Green Day’s American Idiot, Hammersmith Apollo, London
Nick Hasted
Nick Hasted has been a film journalist since 1986. He writes about film, music, books and comics for The Independent, Sight & Sound, Uncut and Little White Lies. He has published two books: The Dark Story of Eminem (2002), and You Really Got Me: The Story of The Kinks (2011), both from Omnibus Press.
Wednesday 05 December 2012
The rock opera first grappled with by Pete Townshend and Ray Davies at the end of the 1960s, as rock’s growing thematic seriousness and their own straining ambitions seemed to demand a grander canvas than three-minute pop, was often dashed on the rocks of their hubris.
For a punk rock opera (or more plainly, musical) to bridge this divide during a hit Broadway run is a feat Green Day’s Billie Joe Armstrong can take great pride in. The veteran Berkeley punk (with book co-writer/director Michael Mayer) is now testing the UK waters, with a tour ending at this venerable rock venue.
Armstrong takes a fundamentalist approach to Green Day’s hit 2004 LP American Idiot, adding a few scattered later songs by the band and lines of dialogue. That album’s themes have a true sense in this setting of youthful and post-September 11 political malaise. Johnny (Alex Nee) is the Jesus of Suburbia, heading to the big city with his friend Tunny (Thomas Hettrick), whose remote-control clicking through US TV’s militarist propaganda leads to a sleight of hand transformation from pants-wearing couch-surfer to uniformed soldier. As Tunny descends, stage-right, into a terrified hell leading to amputation of a leg in Iraq, Johnny is tempted by Whatsername (Alyssa DiPalma), the city girl love of his life, and blond-mohicaned punk Mephistopheles St. Jimmy (a cockily charismatic Trent Saunders). “Last Night On Earth”, during which the star-crossed lovers are bonded by the tube they’ve tied off with as they jack up with heroin, show how uncompromised Armstrong has been in entering the contemporary musical (and the mostly debased form he’s really rivaling, the We Will Rock You-style jukebox show).
The sheer volume of the stage band’s music and the frenetic rush of action provide constant energy. But tunes recalling the 1950s pastiche of The Rocky Horror Picture Show or, during “We’re Coming Home Again”, the Phil Spectoresque Springsteen of Born to Run, have few punk credentials. The indulgent-youths versus dutiful-wives combat of “Too Much Too Soon” also shows how much Armstrong’s characters are Kerouac boys and girls at base, American idiots and ennui unchanged. American Idiot is too traditional in its staging and its heart to be the radical experience one great Sex Pistols single would provide.

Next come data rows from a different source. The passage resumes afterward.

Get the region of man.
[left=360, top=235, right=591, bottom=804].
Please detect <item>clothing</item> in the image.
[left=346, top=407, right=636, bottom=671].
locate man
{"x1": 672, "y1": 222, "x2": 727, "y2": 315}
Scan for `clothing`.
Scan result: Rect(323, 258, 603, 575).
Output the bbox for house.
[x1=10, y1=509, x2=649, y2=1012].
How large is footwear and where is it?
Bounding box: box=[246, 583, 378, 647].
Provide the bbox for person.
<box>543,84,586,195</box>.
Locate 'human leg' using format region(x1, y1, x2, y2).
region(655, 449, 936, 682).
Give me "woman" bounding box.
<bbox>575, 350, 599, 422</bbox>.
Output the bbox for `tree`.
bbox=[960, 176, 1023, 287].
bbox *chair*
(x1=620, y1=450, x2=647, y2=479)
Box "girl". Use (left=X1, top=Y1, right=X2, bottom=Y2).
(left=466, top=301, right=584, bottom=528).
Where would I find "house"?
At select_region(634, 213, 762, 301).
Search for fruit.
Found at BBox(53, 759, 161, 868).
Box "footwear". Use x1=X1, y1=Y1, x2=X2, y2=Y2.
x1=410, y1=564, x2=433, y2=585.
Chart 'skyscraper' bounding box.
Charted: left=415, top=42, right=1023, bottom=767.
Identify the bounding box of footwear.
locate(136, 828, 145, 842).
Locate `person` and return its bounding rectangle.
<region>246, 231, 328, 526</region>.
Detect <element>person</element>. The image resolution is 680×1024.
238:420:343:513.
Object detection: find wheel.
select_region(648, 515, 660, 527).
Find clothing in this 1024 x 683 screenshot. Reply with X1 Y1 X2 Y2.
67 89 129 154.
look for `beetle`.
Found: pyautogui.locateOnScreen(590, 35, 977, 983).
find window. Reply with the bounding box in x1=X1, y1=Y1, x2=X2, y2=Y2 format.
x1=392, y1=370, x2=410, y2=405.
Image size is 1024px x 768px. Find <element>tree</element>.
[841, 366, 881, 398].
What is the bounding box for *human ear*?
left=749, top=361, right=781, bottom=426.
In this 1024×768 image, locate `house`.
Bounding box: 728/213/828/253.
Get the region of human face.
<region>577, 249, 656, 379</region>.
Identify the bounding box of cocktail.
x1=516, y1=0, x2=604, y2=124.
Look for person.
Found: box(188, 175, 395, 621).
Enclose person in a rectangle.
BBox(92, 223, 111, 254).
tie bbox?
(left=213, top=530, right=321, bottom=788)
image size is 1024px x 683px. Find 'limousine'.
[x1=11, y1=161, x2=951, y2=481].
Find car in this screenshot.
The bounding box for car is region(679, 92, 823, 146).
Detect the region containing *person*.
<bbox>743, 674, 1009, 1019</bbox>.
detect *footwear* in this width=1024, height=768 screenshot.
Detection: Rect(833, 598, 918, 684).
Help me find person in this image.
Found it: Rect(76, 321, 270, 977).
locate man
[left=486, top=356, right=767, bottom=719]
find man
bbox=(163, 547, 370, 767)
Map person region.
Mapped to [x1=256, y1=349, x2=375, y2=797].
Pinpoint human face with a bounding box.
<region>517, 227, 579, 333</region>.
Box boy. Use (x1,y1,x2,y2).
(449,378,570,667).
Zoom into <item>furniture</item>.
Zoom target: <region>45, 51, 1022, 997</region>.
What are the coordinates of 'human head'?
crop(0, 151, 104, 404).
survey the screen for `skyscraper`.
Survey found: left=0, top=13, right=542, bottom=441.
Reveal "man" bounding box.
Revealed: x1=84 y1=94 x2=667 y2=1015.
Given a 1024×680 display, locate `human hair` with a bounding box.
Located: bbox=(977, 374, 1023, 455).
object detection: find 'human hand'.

But Armstrong and Mayer can be congratulated for the hyper-energetic confidence of what they’ve attempted.
Arts & Ents blogs
The Fall ‘Darkness Visible’ – Series 1, episode 2
There is a good many moments in the second episode of this psychological thriller that deserve refle...
‘Vicious’ – Series 1, episode 4
The opening titles squeal ‘Never Can Say Goodbye…’. Oh Lord how I wish I could heave this series off...
Game of Thrones ‘Second Sons’ – Season 3, episode 8
Even though there was a complete absence of our favourite odd couple Brienne and Jaime, we got anoth...
-
'He was lucky he didn't die' - George Michael fell out of speeding car onto M1 motorway, according to eye witness
-
Further Space Oddity: Jeremy Paxman grills British astronaut Major Tim Peake in weirdly aggressive Newsnight interview
-
Coronation Street triumphs over EastEnders at British Soap Awards 2013
-
Cannes Film Festival 2013 review: Behind The Candelabra - Michael Douglas brilliantly captures Liberace's showmanship
-
The Freemasons' Code: Dan Brown reveals the message that told him the door to the lodge is open
- 1 Gay couple beaten in park urge MPs to moderate language on gay marriage
- 2 After woman sells virginity for $780,000, here are the results of our prostitution survey
- 3 China agrees to impose carbon targets by 2016
- 4 Exclusive: Championship clubs set to push for safe-standing trials
- 5 Far-right French historian, 78-year-old Dominique Venner, commits suicide in Notre Dame in protest against gay marriage
Get your summer started with British Military Fitness
BMF is the UK’s biggest and best loved outdoor fitness classes
Visit York
Find out what The Independent's resident travel expert has to say about one of the most beautiful small cities in the world
Enter the latest Independent competitions
Win anything from gadgets to five-star holidays on our competitions and offers page.
Business videos from commercial thought leaders
Watch the best in the business world give their insights into the world of business.